Closed Ferossitiziano closed 3 years ago
Hi Frederico No, HiC-pro does not make any normalisation by sequencing depth. This is something you should do by yourself during downstream analysis Best
Dear @nservant
Does ICE normalization take the sequencing depth into account? Thank you very much.
Best wishes, Zheng zhuqing
Hi, The goal of the ICE method is to iteratively normalize the data so that the sum of each genomic bin is equal to a constant. In the original ICE paper (Imakaev et al. 2012), this constant is set to 1. In the iced python package, if I remember correctly, the constant is set to a mean signal. This is something you can easily check by loading your contact maps in R or python and compute the sum of raws (genome-wide) Thus, to me, there is no normalization by sequencing depth per se and I think this is something you should do by yourself before downstream analysis. best
Hi Nicolas, To follow up on these points, if the goal of an experiment is to compare changes across two or more samples processed using HiC-Pro, are the ICE-normalized matrices enough to plot and "see/compare" changes or do you suggest further processing the matrices before visually inspecting any changes across samples? Is read depth a critical factor to take into account after ICE-normalization for inter-sample comparison? If yes, would you recommend throwing out reads (so each sample has the same number of raw reads) before running HiC-pro or is it recommended to normalize the samples by mapped reads after running HIC-Pro?
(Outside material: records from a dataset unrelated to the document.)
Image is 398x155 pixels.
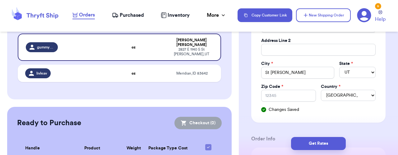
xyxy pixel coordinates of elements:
span: Handle [25,145,40,152]
a: 5 [357,8,371,22]
h2: Ready to Purchase [17,118,81,128]
button: Get Rates [291,137,345,150]
span: Purchased [120,11,144,19]
div: [PERSON_NAME] [PERSON_NAME] [170,38,213,47]
div: 2827 E 1140 S St [PERSON_NAME] , UT [170,47,213,57]
label: State [339,61,353,67]
span: gummybearsareyummy1973 [37,45,54,50]
div: More [207,11,226,19]
div: 5 [375,3,381,9]
span: Changes Saved [268,107,299,113]
a: Help [375,10,385,23]
span: Help [375,16,385,23]
button: Copy Customer Link [237,8,292,22]
strong: oz [131,71,135,75]
span: Orders [79,11,95,19]
strong: oz [131,45,135,49]
a: Purchased [112,11,144,19]
span: livleav [36,71,47,76]
span: Inventory [167,11,190,19]
label: Zip Code [261,84,283,90]
button: Checkout (0) [174,117,222,129]
a: Orders [72,11,95,19]
input: 12345 [261,90,316,102]
button: New Shipping Order [296,8,350,22]
label: City [261,61,273,67]
label: Country [321,84,340,90]
div: Meridian , ID 83642 [170,71,213,76]
a: Inventory [161,11,190,19]
label: Address Line 2 [261,38,290,44]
Hi The ICE normalized data does not take into account the sequencing depth. Actually, if I'm not wrong (but you could double check that), the sum of interaction of the ICE matrice should be the same than the sum of interaction of the raw matrix. Thus, if you want to compare two contact maps, I would suggest to add an additional normalization step on the total number of reads, for instance, by simply transforming the counts to 1Million ... Best Nicolas
Hi!
I was wondering if there's a point in the HiCpro pipeline where the number of interactions that are reported is normalised by the total number of reads that have been used as input for each sample.
In my WT the number of reads are three times higher than in my KO sample. I was wondering If the pipeline takes care of that or if I have to apply some normalisation at the end of the process, in order to compare WT and KO.